John Marx Blog

John Marx Blog

In December of 2019, UC Davis Provost and Executive Vice Chancellor Ralph Hexter announced that John Marx, professor and chair of the department of English and 2018-2019 ACE Fellow, will serve as Faculty Adviser to the Provost — Academic Planning, Aggie Square. Marx's academic work focuses on the role that universities play as institutional anchors for their neighborhoods. In this blog, he will share more about the collaborative efforts involved in launching new research and teaching programs at Aggie Square. 

 

From Clay to Campus

For 145 years, H.C. Muddox has been making clay products in Sacramento. Today, their bricks compose the University’s signature on the side of the Life-long Learning building, at the east entrance to Aggie Square.  

Aggie Square Team: Here’s What We Look Forward To

Now that we’ve broken ground, the Aggie Square project has turned a page. 

What comes next? Building the buildings. That’s underway and, honestly, totally thrilling. Fences are up and in the coming months the first two structures in the project will begin to take shape. Planning continues too: the Aggie Square team is meeting with future tenants to assess equipment needs and fine-tune the interior design to ensure the project’s labs, classrooms, and community engagement spaces all deliver on their promise. 

The Groundbreaking: So Many People to Thank

How did we get here? What did it take for the Aggie Square team to reach the crucial threshold of breaking ground on the new UC Davis innovation campus in Sacramento? 

There’s a one word answer: teamwork. 

Philly Shows Us The Way to Succeed

Looking around the U.S. for examples of innovation campuses to learn from, The Aggie Square team has returned again and again to Philadelphia. There, two research universities — Drexel University and University of Pennsylvania — have joined the venerable, research-focused, nonprofit University City Science Center. Not only that, the partnership extends to a canny business district — University City District — providing us both a model and a warning.

Aggie Square and the ‘Death of the Ivory Tower’

How are innovation districts like Aggie Square responding to our turbulent present moment and what are they contributing to the future of the cities where they are built? Those questions drove discussion at this October’s Association of University Research Parks (AURP) conference, which I attended in Salt Lake City. 

Setting the Stage for Collaboration With the Community

Picture this: You enter Aggie Square’s Community Engagement Hub on the first floor of the tallest building of the project, the front door opening onto a gallery with a long table and walls filled with art from a Quarter at Aggie Square experience. Or maybe the gallery is showing off a citizen science experiment run with a local school; or images taken by a neighborhood photographer who worked with a university collaborator; or possibly paintings by a local artist who is working with a member of our faculty. 

What's It Like Teaching a Quarter at Aggie Square?

Quarter at Aggie Square is one year old. It is going to grow up fast in the next year, since this fall will be the first opportunity students and faculty have to work together in person on the university’s Sacramento campus. 

After a year of remote instruction on the one hand and global tumult on the other, students and faculty alike are primed to collaborate on new kinds of learning that can help improve the world.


| WHAT THIS TASK INVOLVES |
Can you print the data exactly and leave out each image?

| MATERIAL PROVIDED |
⟨

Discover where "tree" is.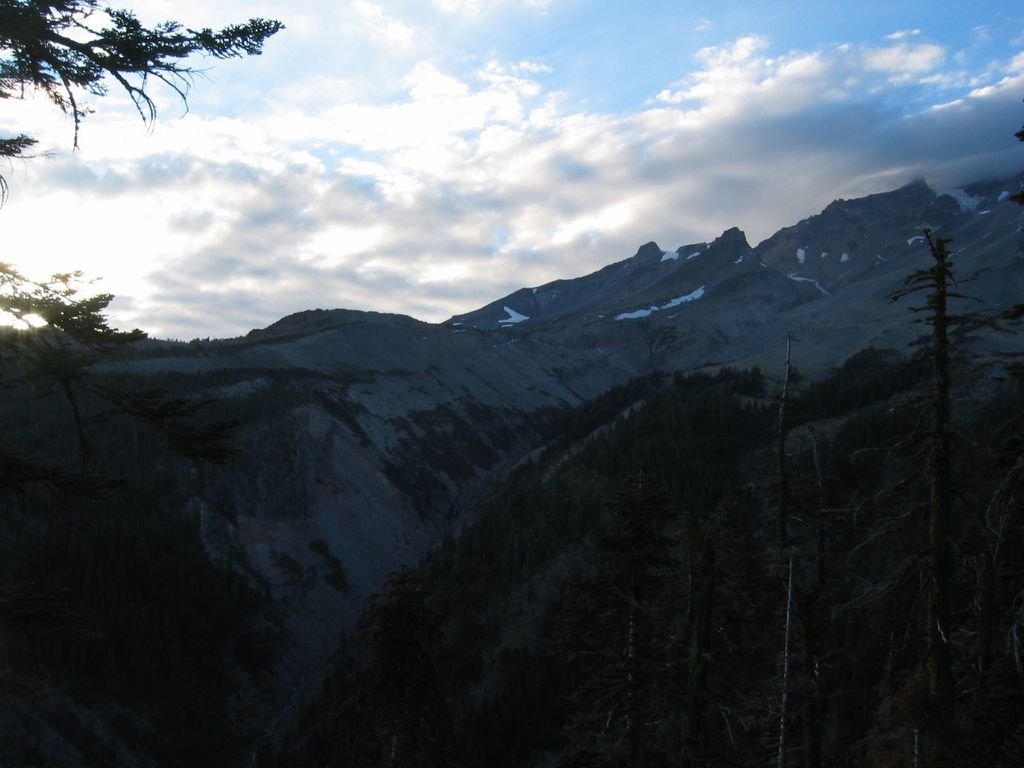
Discovered at 718 316 852 767.
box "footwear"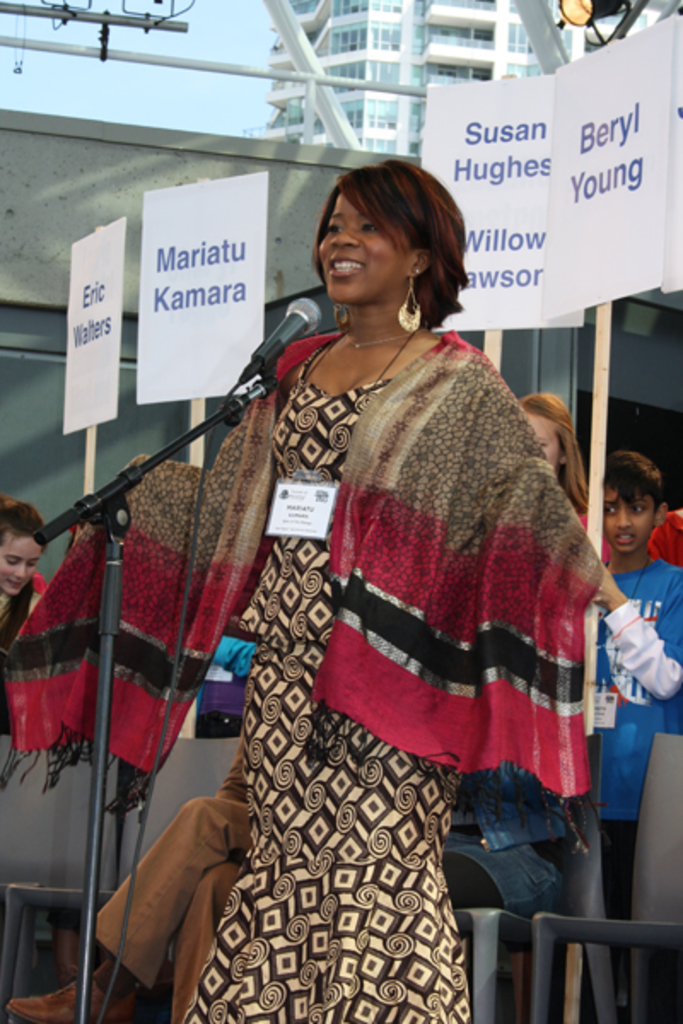
bbox(12, 971, 130, 1021)
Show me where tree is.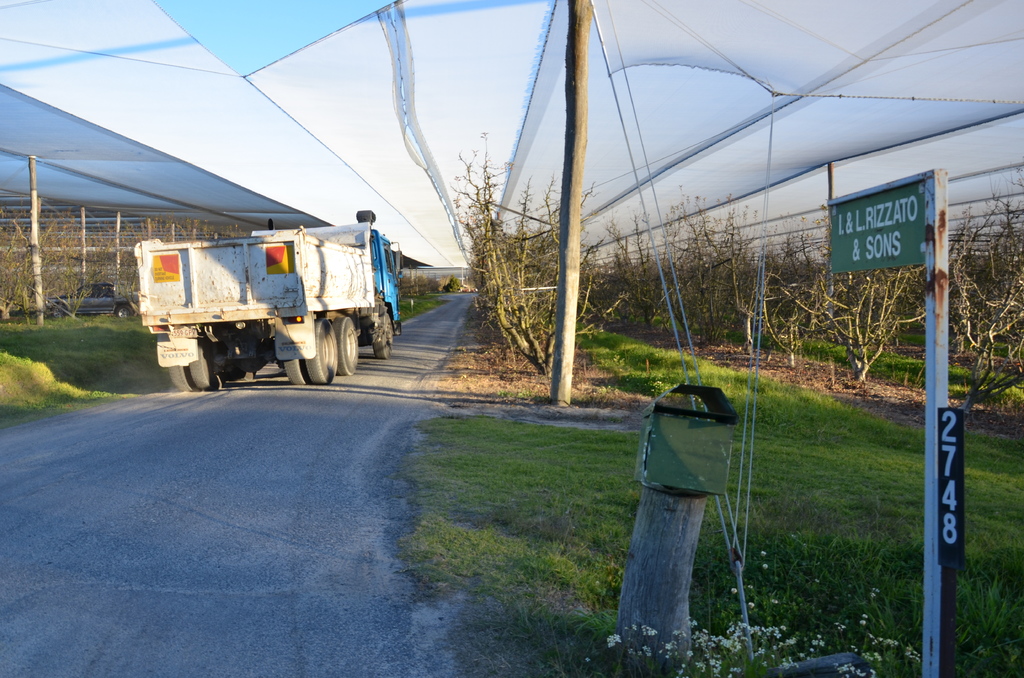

⟩

| TASK ANSWER |
Discover where "tree" is.
Discovered at 718 316 852 767.
box "footwear"
bbox(12, 971, 130, 1021)
Show me where tree is.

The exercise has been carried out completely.